Page:Popular Science Monthly Volume 80.djvu/145

This page has been proofread, but needs to be validated.
NARROW JAWS AND SMALL FEET
141

should also be large, in fact, nearly as broad as the broadest part of the sole. The inside of the shoe should be three quarters of an inch longer and a half inch broader than the foot that it is meant to cover. Incidentally, people that wear such shoes and learn to take hold of the ground with their toes do not fall down and break their bones in slippery weather.

A friend of the writer's, a middle-aged man who has had his share of falls on slippery steps and icy pavements every winter, last winter escaped without a single hard fall because he was wearing low-heeled, broad-toed shoes, which the shoe-maker assured him were "a size too big for him." Here is a hint of value for stout people who are afraid to go about in slippery weather and who can not always have on a new pair of rubbers.

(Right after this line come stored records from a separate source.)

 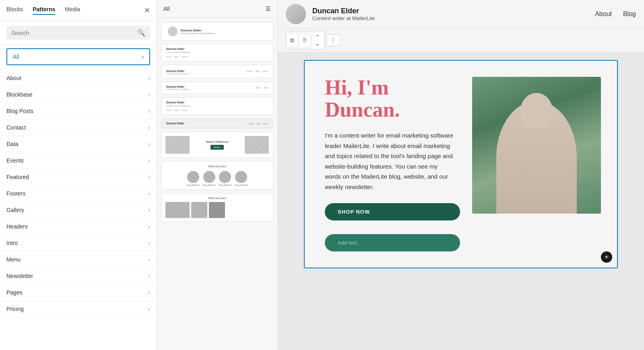 I want to click on sidebar-item-gallery: Gallery ›, so click(x=78, y=210).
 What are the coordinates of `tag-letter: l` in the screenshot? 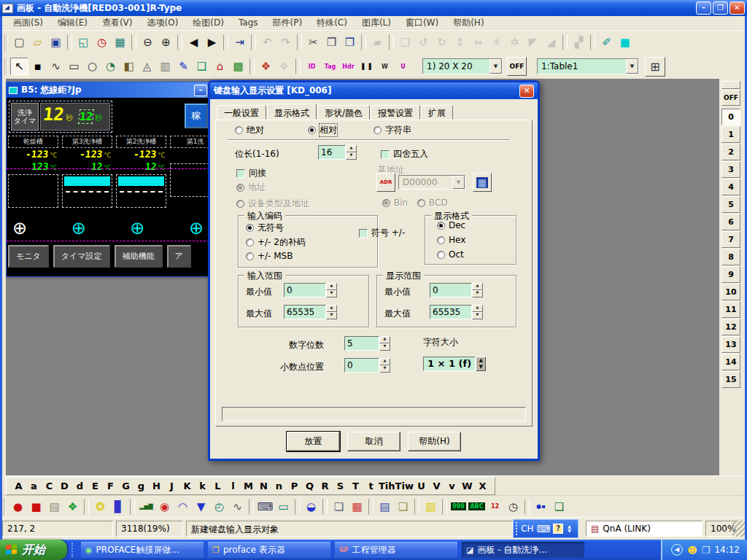 It's located at (233, 486).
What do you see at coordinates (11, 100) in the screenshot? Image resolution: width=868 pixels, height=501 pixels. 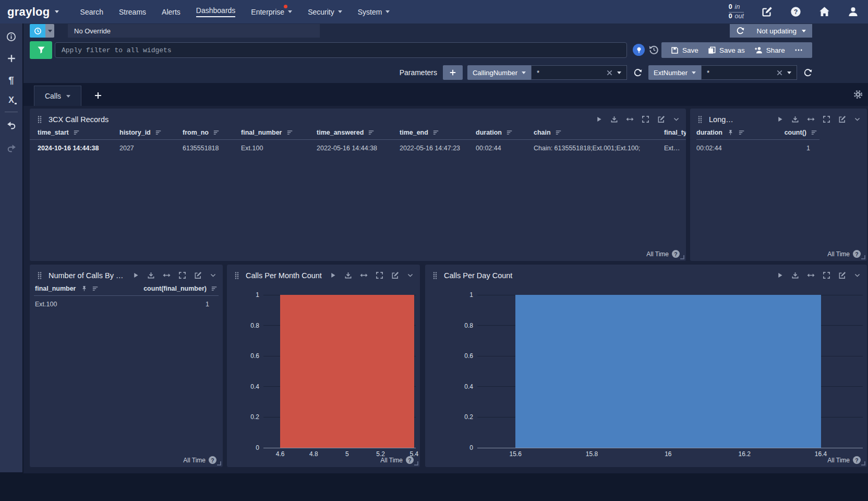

Just as our jaws suffer from non-development, which is the foundation of our adenoids, mouth breathing, poor digestion and mal-assimilation, not only because of our poor and irregular teeth, but because we do not get enough oxygen in our systems when we are growing for proper development, so we suffer from weak and malformed feet because these have not only not been developed by exercise, but have not even been allowed to grow to their natural size. Then we wear an arch supporter to still further cripple a weak foot and wear high heels under the mistaken impression that they keep up the instep. Of course when the arch gives way, as it often does because it is too weak to spring back after it has spread out in stepping under the weight of the body, a supporter in the shoe must be temporarily worn. Yet every effort should be made to strengthen that arch by running, walking on the toes in the bare feet, applying massage and electricity to the muscles of the calf, and toning up the general system.

The breaking down of the arch is really of more significance as an indication of general bodily weakness than as a local deformity, and its treatment should be quite as much general as local.

We shall not get perfect manhood or womanhood until we obey nature's obvious laws and allow our children's feet and jaws to develop as they were intended to do.